Centre on Housing Rights and Evictions (Geneva)

Nigeria: More Than 800,000 Residents Evicted From Abuja From 2003 to 2007

15 May 2008


press release

More than 800,000 residents were forcibly evicted from informal  settlements in Abuja, Nigeria, from 2003 to 2007, during the  administration of Federal Capital Territory (FCT) Minister, Nasir Ahmad  el-Rufai, according to The Myth of the Abuja Master Plan: Forced evictions as urban planning in Abuja, Nigeria, a new report released  by the Geneva-based Centre on Housing Rights and Evictions (COHRE) and the Lagos-based Social and Economic Rights Action Center (SERAC).

COHRE's Deputy Director, Jean du Plessis, said, "This shocking figure is  even higher than the estimated number of people evicted in 2005 during  Operation Murambatsvina in Zimbabwe, yet the world has hardly taken  notice. COHRE and SERAC urge the current FCT Minister, Dr. Aliyu Modibbo Umar, to make a clear and firm break from his predecessor's  destructive policies that violated the human rights of residents of  Abuja and, in many cases, pushed them further into poverty.

Deanna Fowler, Senior COHRE Research Officer responsible for researching  and preparing the report said, "Former FCT Minister El-Rufai and Federal  Capital Development Authority (FCDA) officials created a myth about the  Abuja Master Plan to convince people that the Plan justified and  necessitated the systematic violation of the housing rights of hundreds  of thousands of people so that Abuja would not become 'another Lagos'.

"FCT Minister Dr. Modibbo Umar continues to insist that informal  settlements must be demolished because their existence is purportedly in  violation of the Abuja Master Plan. However, successive administrations  have failed to implement key provisions of the Master Plan regarding  housing delivery mechanisms designed to facilitate affordable housing  for Abuja residents. Instead, they have resorted to forced eviction as a  tool of urban planning."

Felix Morka, Executive Director of SERAC said, "It is the FCT  Government's failure to implement the Master Plan's recommendations that has led to the growth of informal settlements and the dire lack of  affordable housing in Abuja. The solution to dealing with this problem  is not to evict people desperate for housing. The Government should be  exploring other solutions, such as /in situ/ upgrading, in consultation  with the affected communities."

COHRE and SERAC estimate that the FCDA has forcibly evicted more than  800 000 people from at least 31 informal settlements, with hundreds of  thousands of residents of the remaining settlements living in constant  fear of forced eviction. According to The Myth of the Abuja Master Plan, the FCDA has carried out evictions without adequate notice,  without adequate consultation with affected persons, without due process  and without providing access to legal remedies. In some instances, FCDA  officials carried out evictions without allowing people to retrieve  property from their homes. There were also cases of the FCDA using tear  gas, beatings and other methods of violence to carry out the evictions.

COHRE's Fowler, said, "The demolitions have made people homeless,  destitute and vulnerable to other human rights violations including  violence, theft and rape. People have lost their access to water and  sanitation facilities, health care centres, and schools, and have been  forced to move further from sources of employment. These widespread and  ongoing evictions have resulted in the massive displacement of hundreds  of thousands of people with a disastrous effect on health, education,  employment and family cohesion. Nigeria has violated the right to  adequate housing on a scale and with a persistence that is rarely seen  anywhere else in the world. Yet these violations have received little  international criticism, in contrast to similar violations in countries  such as Zimbabwe or China."

The former FCT Minister El-Rufai and his administration initiated a  policy of mass forced evictions in 2003, in an attempt to redress  deviations from the City's development, as planned for in the Abuja  Master Plan - produced by International Planning Associates and approved  by the FCDA in 1979. The Plan was created to facilitate the orderly  development of a new Capital, in which to relocate the seat of  Government away from the chaotic and rapidly expanding Lagos. The Plan  called for the resettlement of people living in villages in what would  become the Capital City.

However, the Government never fully implemented  the resettlement plan. Many residents - often termed 'indigenes' - were  allowed to remain as the City expanded towards them, and in some cases,  around them. Over the past 30 years, these settlements have expanded  dramatically as indigenes have supplied land or built and rented housing  to hundreds of thousands of migrants - also termed 'non-indigenes' - who came to Abuja for employment and were unable to access affordable  housing in the formal market. This resulted in the establishment of at  least 65 informal and unauthorised settlements that have been targeted  for demolition by the FCDA.

Morka said, "COHRE and SERAC hope this report will bring attention to  the systematic and widespread violations of housing rights in Nigeria,  and that Dr. Modibbo Umar's administration and all responsible  authorities will take the recommendations of our report into account to  address the crisis in the lack of affordable housing in Abuja and  throughout Nigeria."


ASSIGNMENT ▸ The answer consists solely of the lines running from the one with "This screenshot has height=693, width=1436." through the final line below, transcribed exactly and without any pictures.

[Extracted records]
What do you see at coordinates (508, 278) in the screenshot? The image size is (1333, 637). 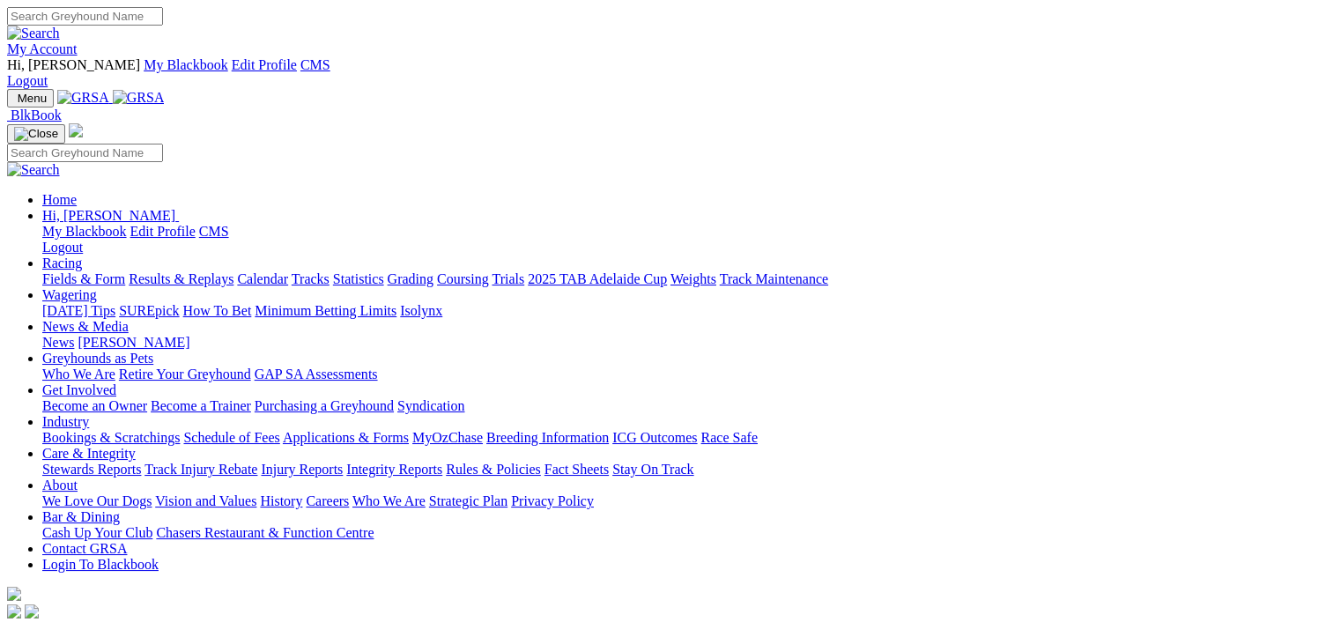 I see `a: Trials` at bounding box center [508, 278].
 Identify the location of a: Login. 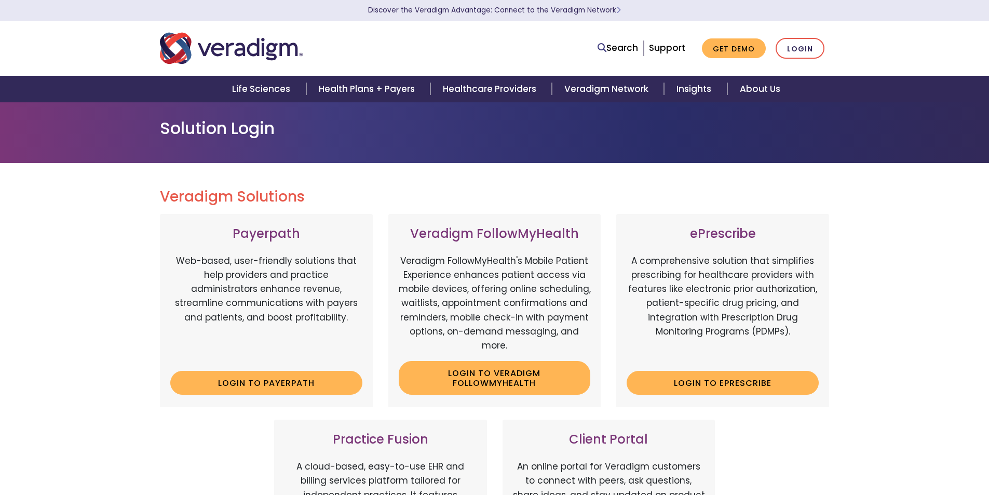
(800, 48).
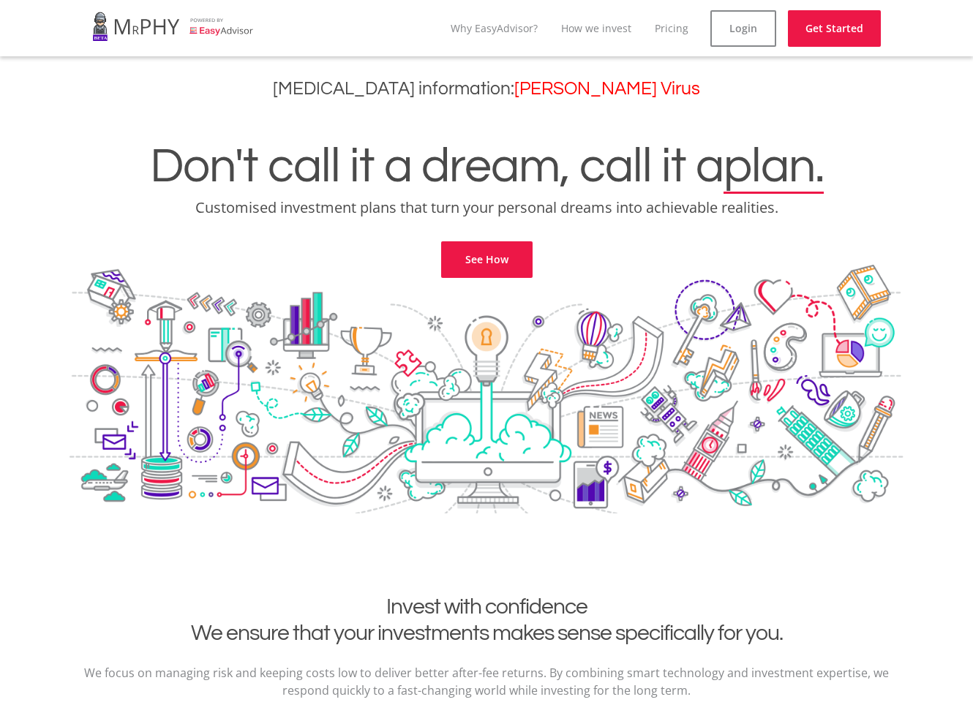  I want to click on p: Customised investment plans that turn your personal dreams into achievable realities., so click(487, 208).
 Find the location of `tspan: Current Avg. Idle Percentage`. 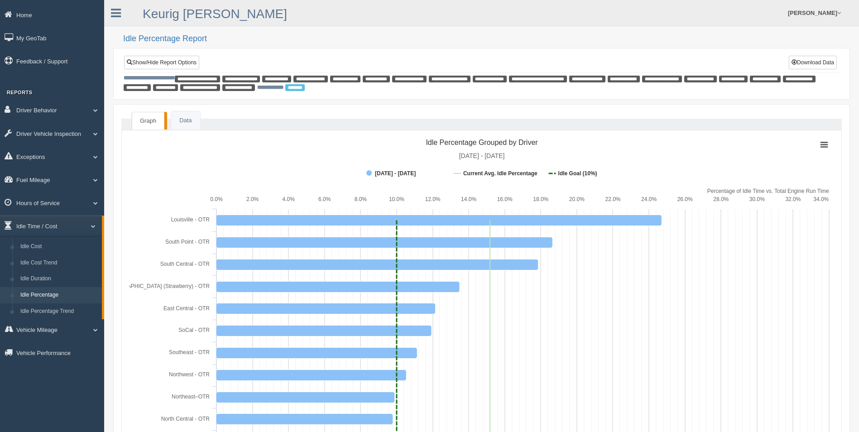

tspan: Current Avg. Idle Percentage is located at coordinates (500, 173).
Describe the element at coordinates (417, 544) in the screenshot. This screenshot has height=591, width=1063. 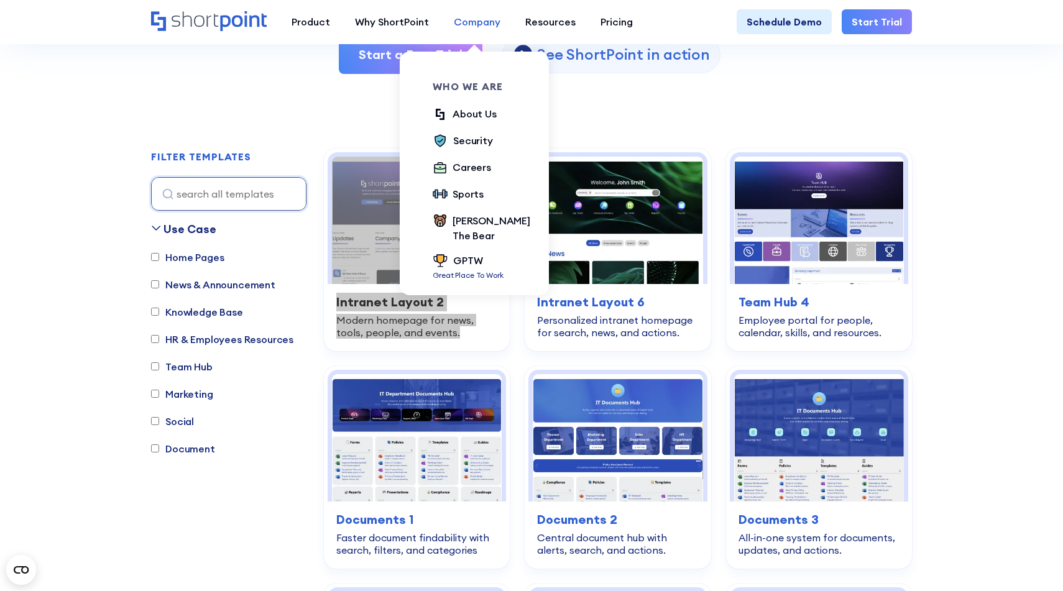
I see `div: Faster document findability with search, filters, and categories` at that location.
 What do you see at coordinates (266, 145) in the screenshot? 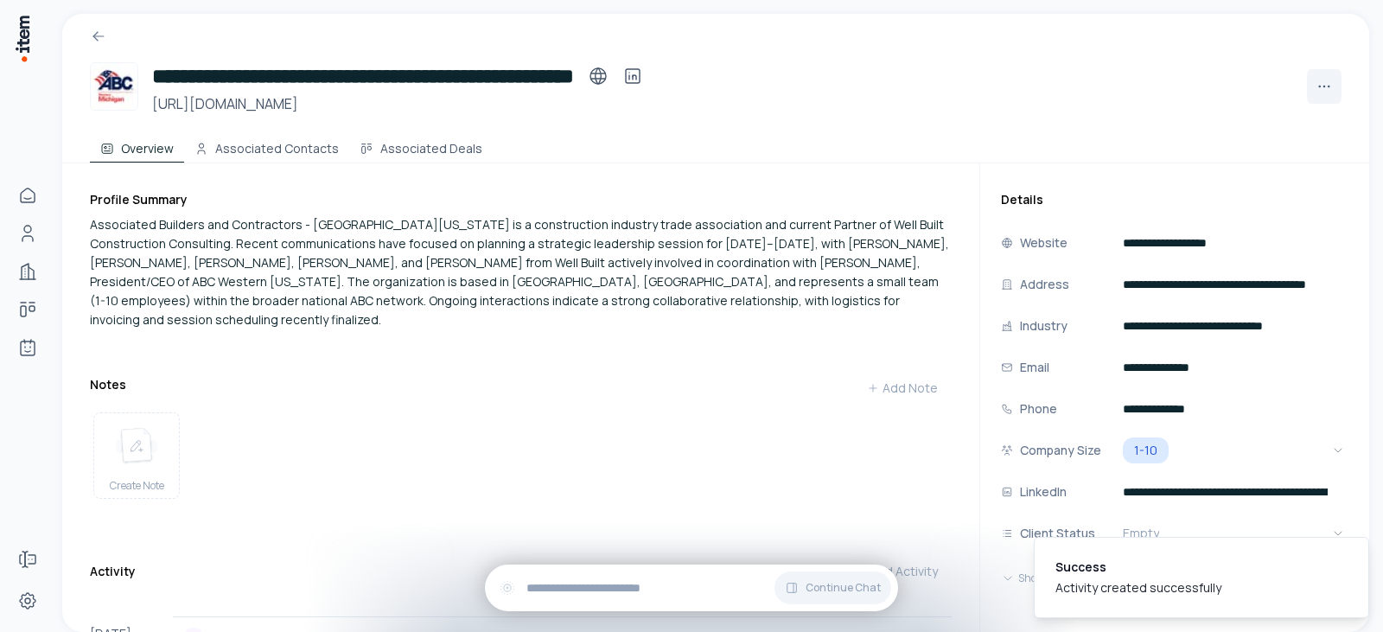
I see `button: Associated Contacts` at bounding box center [266, 145].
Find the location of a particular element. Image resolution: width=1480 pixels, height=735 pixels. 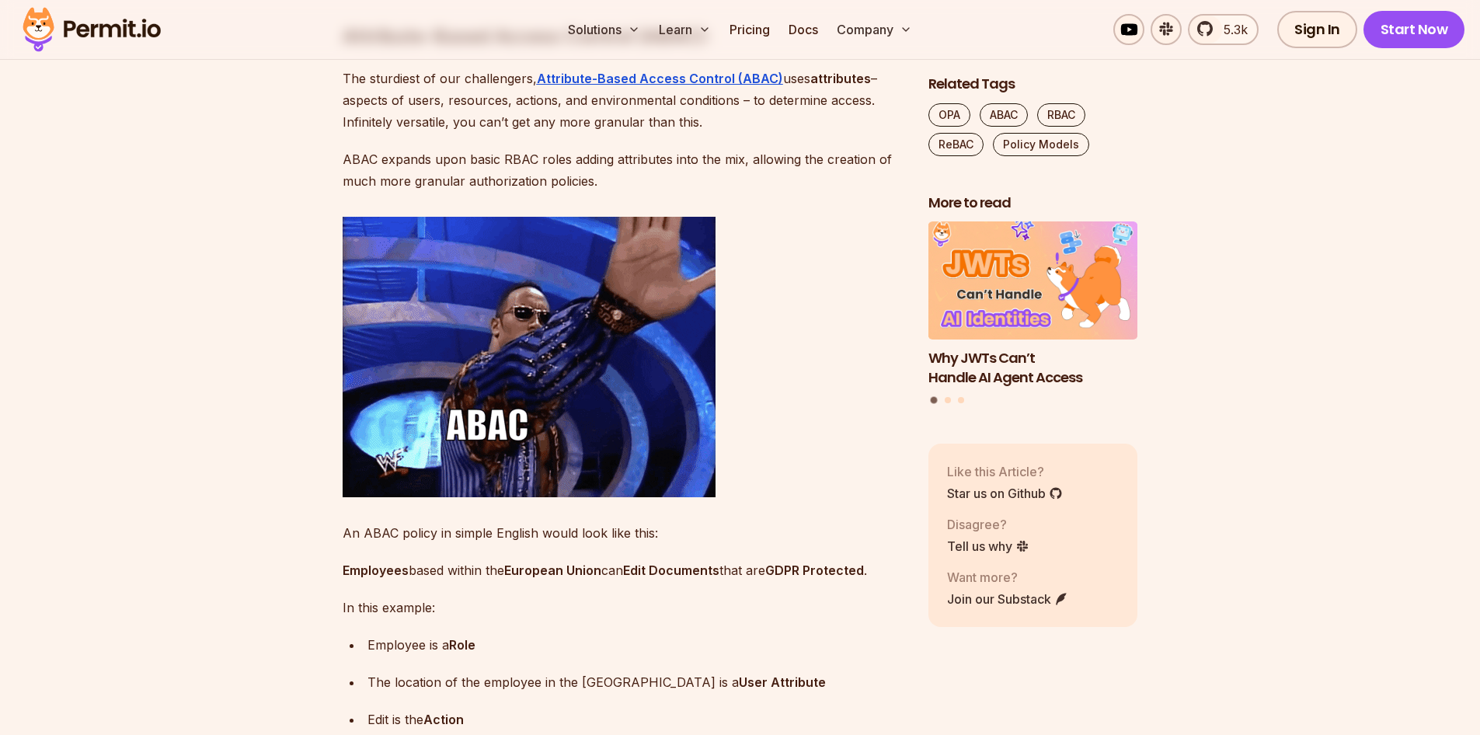

a: Join our Substack is located at coordinates (1008, 599).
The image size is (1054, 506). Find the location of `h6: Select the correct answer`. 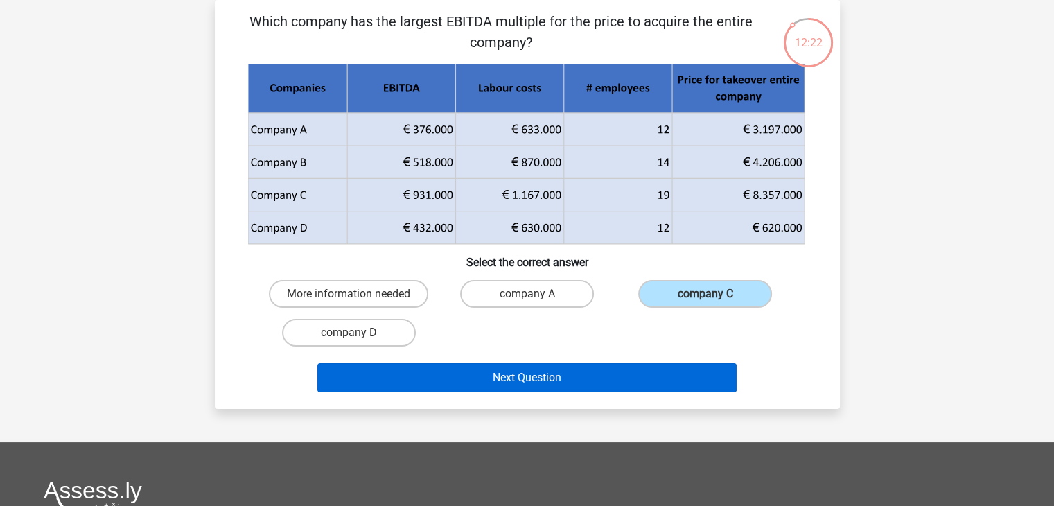

h6: Select the correct answer is located at coordinates (528, 256).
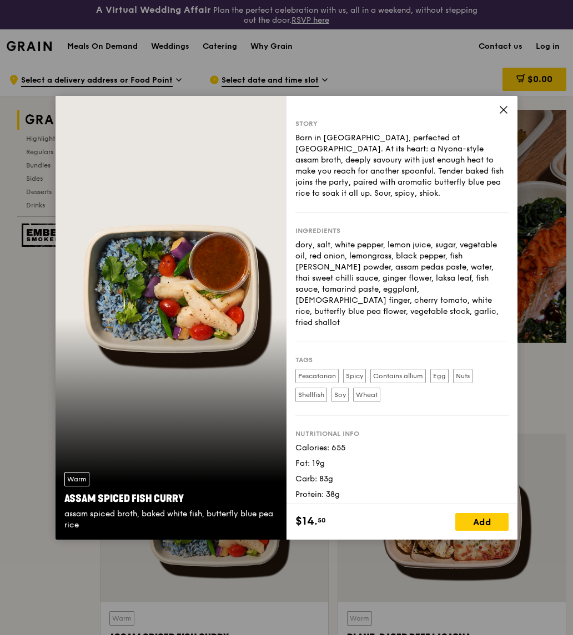 Image resolution: width=573 pixels, height=635 pixels. Describe the element at coordinates (402, 231) in the screenshot. I see `div: Ingredients` at that location.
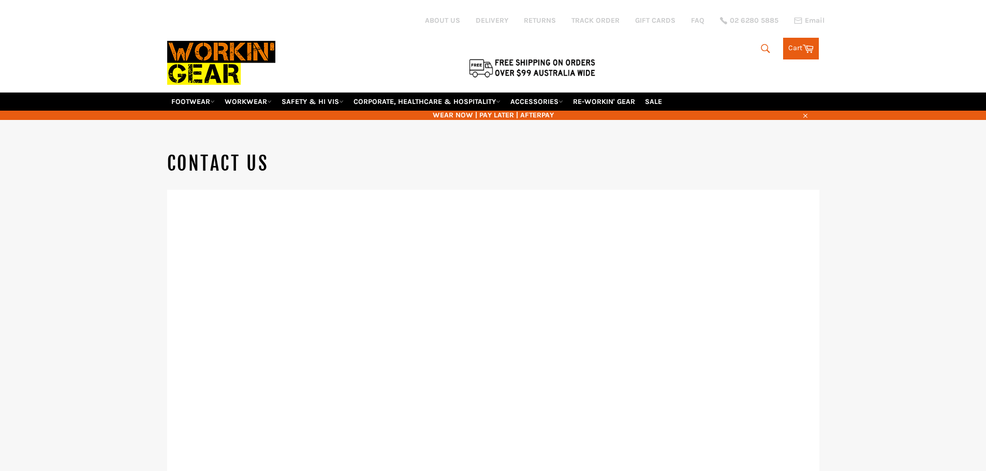 The width and height of the screenshot is (986, 471). What do you see at coordinates (749, 21) in the screenshot?
I see `a: 02 6280 5885` at bounding box center [749, 21].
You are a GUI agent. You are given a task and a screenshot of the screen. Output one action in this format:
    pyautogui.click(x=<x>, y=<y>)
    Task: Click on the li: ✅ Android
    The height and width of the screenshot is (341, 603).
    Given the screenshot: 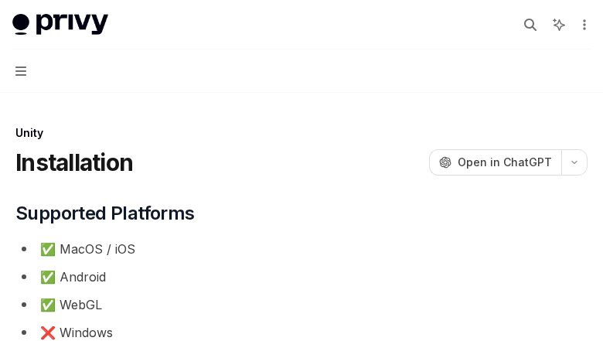 What is the action you would take?
    pyautogui.click(x=302, y=277)
    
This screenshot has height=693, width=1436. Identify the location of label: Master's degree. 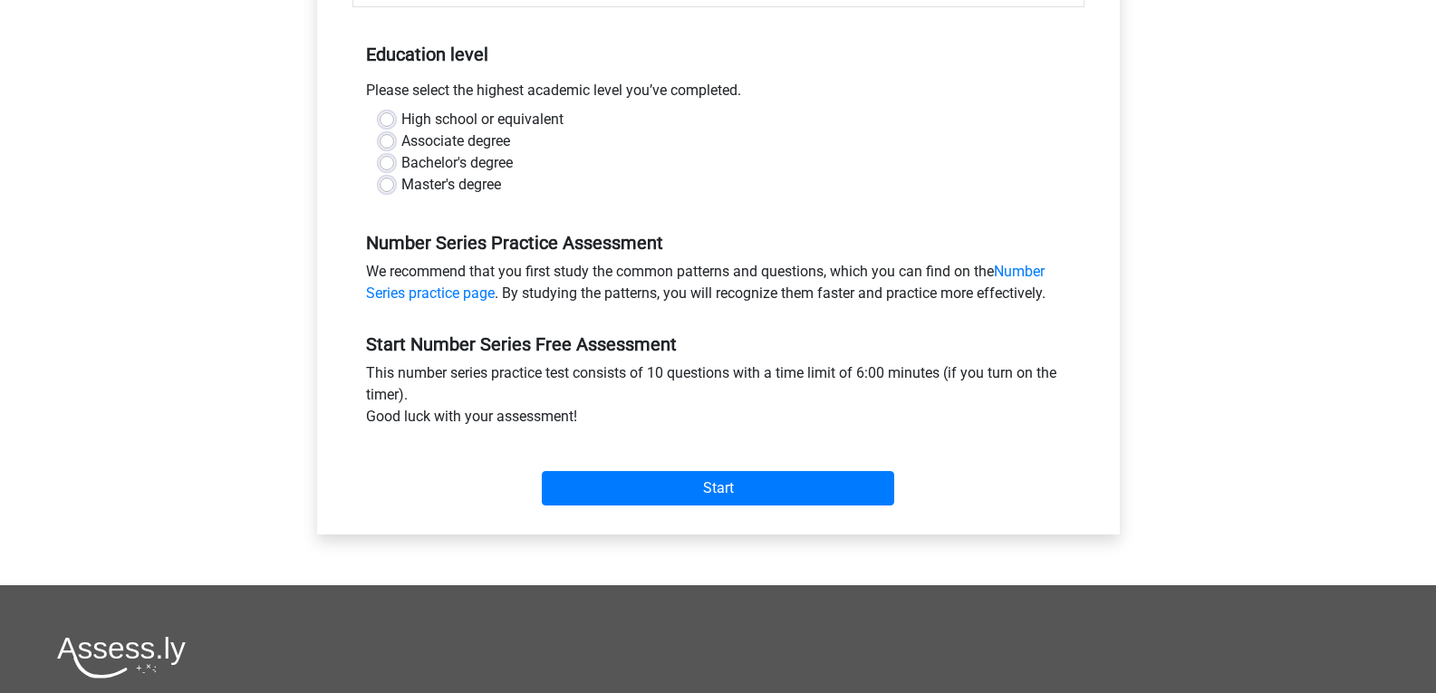
(451, 185).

ANSWER TO THE EXERCISE ▸
This screenshot has height=693, width=1436. Identify the location of label: Master's degree. 
(451, 185).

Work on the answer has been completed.